Common sense, not geography: Pentagon on allowing Ukraine's strikes into Russia
Ukraine’s Armed Forces are allowed to use missiles provided by the United States to hit targets inside Russia if the country is acting in self-defense, and the area of those strikes is not restricted to areas just across the border with Kharkiv region.
That’s according to the Pentagon, AP reports.
Russia has been firing on Ukrainian targets from inside its border, treating its territory as a “safe zone,” said Pat Ryder, Pentagon press secretary.
“As we see those forces conducting those types of operations from across the border, we’ve explained Ukraine can and does have the right to fire back to defend themselves,” Ryder told reporters Thursday.
This comes following a recent loosening of restrictions, imposed on Ukraine on the range of the use of longer-range capabilities provided to the war-town nation amid the latest Russian offensive toward Kharkiv, a city in eastern Ukraine, located just near the border with Russia. In the previous move, the U.S. allowed Ukraine to fire donated missiles at targets located in the areas across the border.
The Pentagon said the additional permissions are not a new policy.
“This is not about geography. It’s about common sense,” said spokesman Charlie Dietz. “If Russia is attacking or about to attack from its territory into Ukraine, it only makes sense to allow Ukraine to hit back against the forces that are hitting it from across the border.”
“Additionally, they can use air defense systems supplied by the United States to take Russian planes out of the sky, even if those Russian planes are in Russian airspace, if they’re about to fire into Ukrainian airspace,” Dietz said in a statement.
National security spokesman John Kirby told reporters that more was urgently needed as Russia’s military has accelerated missile and drone attacks against cities and infrastructure centers ahead of this winter. The rushed shipments are expected to include hundreds of Patriot missiles.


### Task:
How many lines in the data below contain the word "Open"? State only the number.

============

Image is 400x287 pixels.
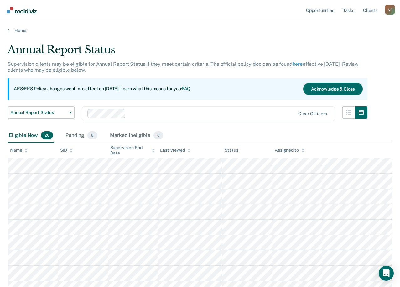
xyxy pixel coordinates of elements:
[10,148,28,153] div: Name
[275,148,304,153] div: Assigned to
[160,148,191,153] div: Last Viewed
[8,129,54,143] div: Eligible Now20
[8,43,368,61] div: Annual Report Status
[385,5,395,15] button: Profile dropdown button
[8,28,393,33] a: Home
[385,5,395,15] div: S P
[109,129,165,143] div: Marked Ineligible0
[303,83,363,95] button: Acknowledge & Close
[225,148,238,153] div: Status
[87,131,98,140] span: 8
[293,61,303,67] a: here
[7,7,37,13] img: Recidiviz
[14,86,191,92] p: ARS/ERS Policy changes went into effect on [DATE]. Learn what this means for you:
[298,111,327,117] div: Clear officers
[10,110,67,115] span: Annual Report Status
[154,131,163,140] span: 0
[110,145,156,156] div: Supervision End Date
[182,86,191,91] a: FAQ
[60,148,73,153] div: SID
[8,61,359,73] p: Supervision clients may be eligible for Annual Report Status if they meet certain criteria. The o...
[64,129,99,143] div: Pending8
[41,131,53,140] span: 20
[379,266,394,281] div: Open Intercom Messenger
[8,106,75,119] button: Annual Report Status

============

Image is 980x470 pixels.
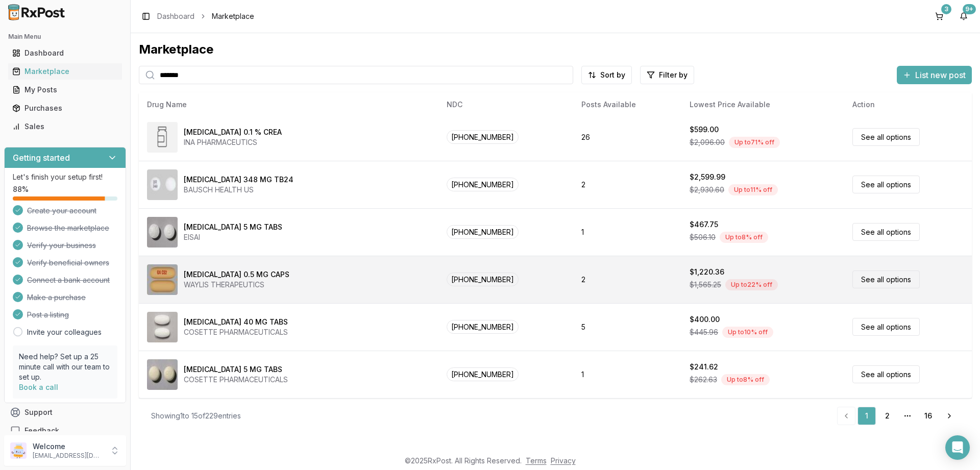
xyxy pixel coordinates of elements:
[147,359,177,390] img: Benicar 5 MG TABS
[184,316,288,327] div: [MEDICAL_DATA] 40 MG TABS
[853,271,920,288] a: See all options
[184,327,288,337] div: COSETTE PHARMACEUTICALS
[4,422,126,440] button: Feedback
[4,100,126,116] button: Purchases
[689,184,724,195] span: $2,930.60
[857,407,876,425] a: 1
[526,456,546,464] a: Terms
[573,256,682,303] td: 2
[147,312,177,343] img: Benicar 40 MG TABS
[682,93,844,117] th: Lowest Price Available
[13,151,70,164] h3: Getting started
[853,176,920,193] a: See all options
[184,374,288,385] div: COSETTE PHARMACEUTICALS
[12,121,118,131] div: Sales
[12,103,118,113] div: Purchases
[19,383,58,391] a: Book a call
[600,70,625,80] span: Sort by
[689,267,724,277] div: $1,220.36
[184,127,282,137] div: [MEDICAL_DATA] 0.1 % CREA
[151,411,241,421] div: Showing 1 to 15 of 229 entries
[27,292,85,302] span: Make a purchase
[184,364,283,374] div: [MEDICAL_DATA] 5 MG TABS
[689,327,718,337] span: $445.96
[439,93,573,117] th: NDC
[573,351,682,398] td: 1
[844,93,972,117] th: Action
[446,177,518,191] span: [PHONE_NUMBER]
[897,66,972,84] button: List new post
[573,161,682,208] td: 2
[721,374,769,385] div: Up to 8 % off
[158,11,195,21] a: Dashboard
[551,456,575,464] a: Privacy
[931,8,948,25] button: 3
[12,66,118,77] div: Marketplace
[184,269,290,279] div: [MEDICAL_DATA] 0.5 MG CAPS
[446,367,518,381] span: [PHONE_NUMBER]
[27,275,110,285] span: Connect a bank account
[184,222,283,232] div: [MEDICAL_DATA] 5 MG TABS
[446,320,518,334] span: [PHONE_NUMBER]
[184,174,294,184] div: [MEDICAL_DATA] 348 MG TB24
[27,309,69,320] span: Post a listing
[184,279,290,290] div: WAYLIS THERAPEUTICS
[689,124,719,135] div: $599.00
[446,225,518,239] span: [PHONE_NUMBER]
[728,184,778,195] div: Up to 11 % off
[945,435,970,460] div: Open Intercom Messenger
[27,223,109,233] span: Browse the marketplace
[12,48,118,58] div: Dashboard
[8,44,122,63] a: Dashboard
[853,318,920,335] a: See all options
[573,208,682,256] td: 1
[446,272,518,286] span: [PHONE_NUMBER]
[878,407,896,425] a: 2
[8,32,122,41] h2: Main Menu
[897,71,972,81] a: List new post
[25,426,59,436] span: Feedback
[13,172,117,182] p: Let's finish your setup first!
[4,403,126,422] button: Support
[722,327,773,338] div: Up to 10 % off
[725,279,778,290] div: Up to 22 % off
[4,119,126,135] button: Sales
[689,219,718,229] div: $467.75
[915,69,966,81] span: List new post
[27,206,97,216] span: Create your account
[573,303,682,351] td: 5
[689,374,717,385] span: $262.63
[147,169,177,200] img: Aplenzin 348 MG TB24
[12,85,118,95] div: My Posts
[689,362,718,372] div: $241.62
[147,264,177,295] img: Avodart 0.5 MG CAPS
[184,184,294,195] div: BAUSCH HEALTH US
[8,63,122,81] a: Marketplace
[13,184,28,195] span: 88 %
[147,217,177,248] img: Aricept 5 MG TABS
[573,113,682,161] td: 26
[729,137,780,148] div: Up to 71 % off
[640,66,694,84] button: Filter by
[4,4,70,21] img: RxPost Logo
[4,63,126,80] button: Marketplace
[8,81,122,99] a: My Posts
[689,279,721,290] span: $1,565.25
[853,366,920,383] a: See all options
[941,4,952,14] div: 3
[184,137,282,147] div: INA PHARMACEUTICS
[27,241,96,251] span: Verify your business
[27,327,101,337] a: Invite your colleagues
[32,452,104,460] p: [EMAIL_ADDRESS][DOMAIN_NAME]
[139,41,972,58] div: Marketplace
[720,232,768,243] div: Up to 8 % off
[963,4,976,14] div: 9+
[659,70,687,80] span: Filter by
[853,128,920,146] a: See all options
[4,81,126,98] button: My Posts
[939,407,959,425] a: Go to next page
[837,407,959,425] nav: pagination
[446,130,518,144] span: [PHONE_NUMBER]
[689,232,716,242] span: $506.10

============

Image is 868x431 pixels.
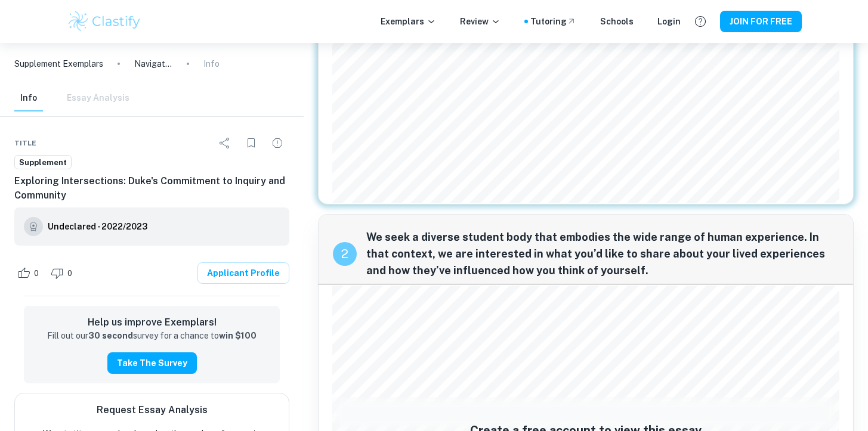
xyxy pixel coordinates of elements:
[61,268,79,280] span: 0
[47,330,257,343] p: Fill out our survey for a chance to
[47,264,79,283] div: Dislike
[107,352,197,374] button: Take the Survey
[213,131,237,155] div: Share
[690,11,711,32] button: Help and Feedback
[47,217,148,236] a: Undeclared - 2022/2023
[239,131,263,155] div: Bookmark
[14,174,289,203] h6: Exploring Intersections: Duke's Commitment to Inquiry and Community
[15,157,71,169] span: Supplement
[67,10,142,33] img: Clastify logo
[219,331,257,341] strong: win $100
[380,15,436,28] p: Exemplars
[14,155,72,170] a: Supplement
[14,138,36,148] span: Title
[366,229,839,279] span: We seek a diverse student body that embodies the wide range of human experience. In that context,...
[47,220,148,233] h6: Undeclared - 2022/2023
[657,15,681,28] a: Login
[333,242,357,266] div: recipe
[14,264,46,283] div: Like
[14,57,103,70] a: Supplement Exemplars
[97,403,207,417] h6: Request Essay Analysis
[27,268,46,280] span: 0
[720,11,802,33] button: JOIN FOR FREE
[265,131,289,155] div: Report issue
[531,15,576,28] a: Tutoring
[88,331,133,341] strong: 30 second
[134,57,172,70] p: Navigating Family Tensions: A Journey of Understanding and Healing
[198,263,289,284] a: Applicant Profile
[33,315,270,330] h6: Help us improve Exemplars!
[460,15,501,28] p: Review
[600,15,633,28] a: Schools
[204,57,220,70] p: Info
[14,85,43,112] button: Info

============

### Solution for this problem:
2